The spears move as one object. I'm not sure if you are being deliberately silly but:

Only one or two are going to actually be relevant and the rest are noise

It's the visual parsing to determine that which is difficult lol. It's why it's done to increase difficulty, and why overstimulation becomes torture eventually. Sorting good info from bad doesn't happen automatically, you have to use your brain.

[–] purpleworm@hexbear.net 1 points 1 week ago (1 children)

It's extremely easy to tell in that encounter, all you need to know is where they start and you can tell which ones to ignore. You need to learn how the projectiles behave to make this judgement, but the end result is much easier than tracking them constantly.

What's silly is acting like these encounters are DPS races because "well unless you can dodge literally everything every time forever, there is a DPS value you can attach to it" because fundamentally you aren't helpless to getting damaged nor do you have a time limit (e.g. Four Kings in Dark Souls has a soft one), nor do any of the bosses I've seen so far heal (idk about later, though perhaps none do since there's no health bar anyway). At worst, you can just pick certain scenarios to play in a purely defensive manner if you feel overwhelmed, and you'll most likely get habituated to it over time and in any case can just win by only attacking some of the time. You don't need to play that way, of course, but the very fact that you can means that it's clearly not a DPS race in any meaningful sense of the term. For many bosses, even being on the defensive also typically still leaves a lot of room for attacking if you're using tools like the throwing knives or are willing to spend resources on the spear skill.

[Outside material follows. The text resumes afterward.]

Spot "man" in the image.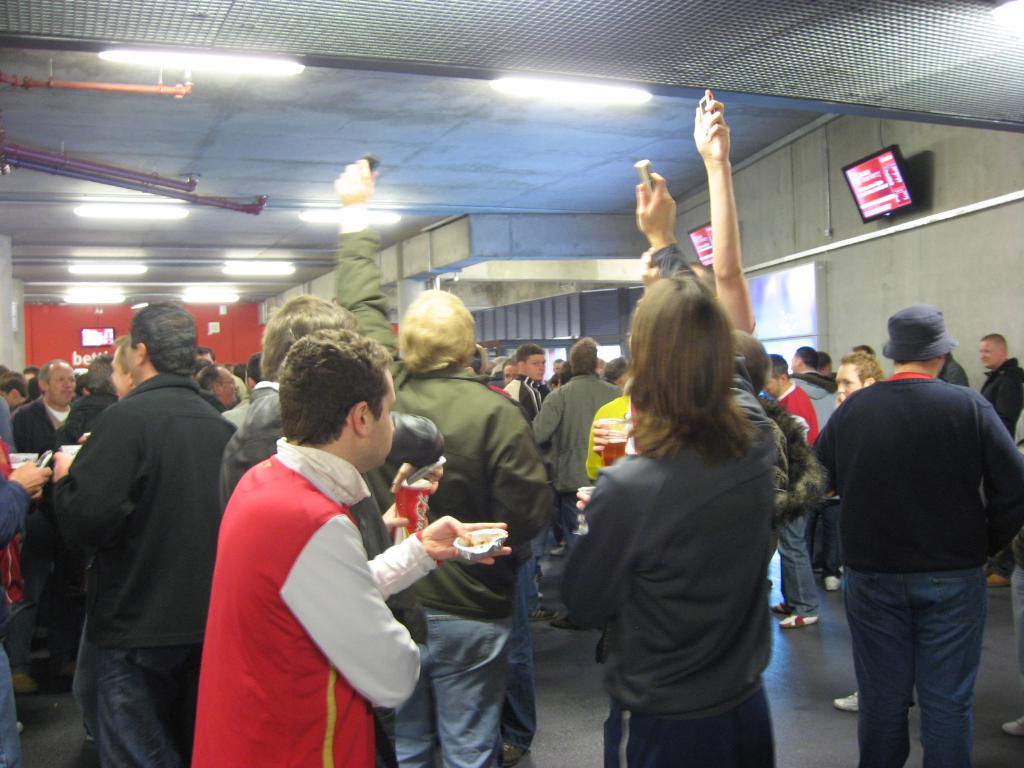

[–] insurgentrat@hexbear.net 2 points 1 week ago (1 children)

I suppose I'm wrong about my experience then? Thanks for clearing that up for me.

[–] purpleworm@hexbear.net 1 points 1 week ago* (last edited 1 week ago)

What I'm saying is that these games have a learning process because you aren't really intended to sight-read encounters, and once you have learned them they become much easier, with some of your description just being factually untrue because you don't need to actively track 3 - 4 things most of the time, you have brief moments where you are presented with the tells for attacks/projectiles and you can determine the possible paths (of which there are at most two but often just one in the case of Bell Beast). This has nothing to do with your subjective experience of being overwhelmed, which could be true even if it was just 1 thing on the screen (and that would be fair enough, there are encounters that will do that), and everything to do with the objective fact of how many things need to be actively watched at a given time, which again is only rarely 4 in the case of that boss (if you get especially unlucky with your positioning relative to falling bells).

Like, it's fine if Moss Mother is too difficult for you, people who moralize about video game difficulty are the most miserable people in the world, but that's not the same as justifying Moss Mother being too hard by saying that she deals 4 damage per hit, which just isn't true.